6 Fitzgerald 2016, 302.

7 Fitzgerald 2016, 302, fn. 17.

8 Wang Rongzu 2015.

9 Operating within the framework of modern conceptions of ethnicity, Ge Zhaoguang traces “Chineseness” back to the Song dynasty and inserts the modern ideology of “Chinese” ethnicity into the conflicts among “states” during the 11th and the 12th centuries, AD. He thus argues that modern China as a nation-state originated during the Song dynasty, suggesting what looks like a competition for being the first in human history to have developed a nation-state ideology with the Europeans, who were generally considered to have come up with this ideology in the middle of the seventeenth century under the Westphalia treaty system. His problematic methodology consists of two stages: first, he adopts the notion of “the nation-state” to be the natural unit and actor in history and thus judges other social and political forms of organization in terms of this ideal, and then he casts this conception back on history as a way of revealing something new.: first, he adopts the notion of “the nation-state” to be the natural unit and actor in history and thus judges other social and political forms of organization in terms of this ideal, and then he casts this conception back on history as a way of revealing something new.

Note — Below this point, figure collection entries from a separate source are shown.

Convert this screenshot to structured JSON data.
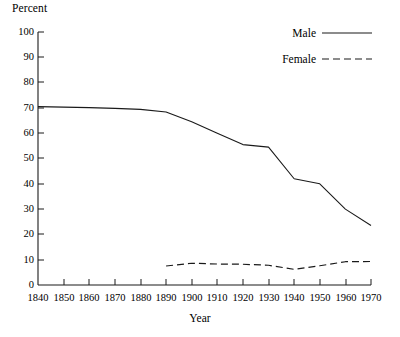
{
  "chart_data": {
    "type": "line",
    "title": "",
    "xlabel": "Year",
    "ylabel": "Percent",
    "xlim": [
      1840,
      1970
    ],
    "ylim": [
      0,
      100
    ],
    "grid": false,
    "legend_position": "top-right",
    "x_ticks": [
      1840,
      1850,
      1860,
      1870,
      1880,
      1890,
      1900,
      1910,
      1920,
      1930,
      1940,
      1950,
      1960,
      1970
    ],
    "y_ticks": [
      0,
      10,
      20,
      30,
      40,
      50,
      60,
      70,
      80,
      90,
      100
    ],
    "series": [
      {
        "name": "Male",
        "style": "solid",
        "color": "#1a1a1a",
        "x": [
          1840,
          1850,
          1860,
          1870,
          1880,
          1890,
          1900,
          1910,
          1920,
          1930,
          1940,
          1950,
          1960,
          1970
        ],
        "values": [
          70.5,
          70.3,
          70.1,
          69.8,
          69.4,
          68.4,
          64.5,
          60.0,
          55.5,
          54.5,
          42.0,
          40.0,
          30.0,
          23.5
        ]
      },
      {
        "name": "Female",
        "style": "dashed",
        "color": "#1a1a1a",
        "x": [
          1890,
          1900,
          1910,
          1920,
          1930,
          1940,
          1950,
          1960,
          1970
        ],
        "values": [
          7.5,
          8.6,
          8.3,
          8.2,
          7.8,
          6.2,
          7.6,
          9.2,
          9.3
        ]
      }
    ]
  },
  "legend": {
    "entries": [
      {
        "label": "Male",
        "style": "solid"
      },
      {
        "label": "Female",
        "style": "dashed"
      }
    ]
  },
  "axes": {
    "y_title": "Percent",
    "x_title": "Year",
    "y_tick_labels": [
      "100",
      "90",
      "80",
      "70",
      "60",
      "50",
      "40",
      "30",
      "20",
      "10",
      "0"
    ],
    "x_tick_labels": [
      "1840",
      "1850",
      "1860",
      "1870",
      "1880",
      "1890",
      "1900",
      "1910",
      "1920",
      "1930",
      "1940",
      "1950",
      "1960",
      "1970"
    ]
  }
}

10 This circle was pioneered by Ma Rong 馬戎 from the field of sociology, Wang Mingming 王銘銘 from the field of anthropology, Zhao Tingyang 趙汀陽 from the field of philosophy and Luo Zhitian 羅志田 from the field of history, all of whom I follow in one way or another. In my article I follow the methodology represented in Gu Jiegang's “Preface to the Collection of Discussion on Ancient History” (1926; cf. Gu 1982), as well as his other works, and that in Li Anzhai's sociological study of the Liji and Yili (1929, publ. 2005), and especially his paper on the Zuñi (1937), which were and still are critical works of the anthropology in Zhongguo and in the field Native American studies respectively.

11 Wang 2014. Sahlins 1981; Ortner 1989, 17.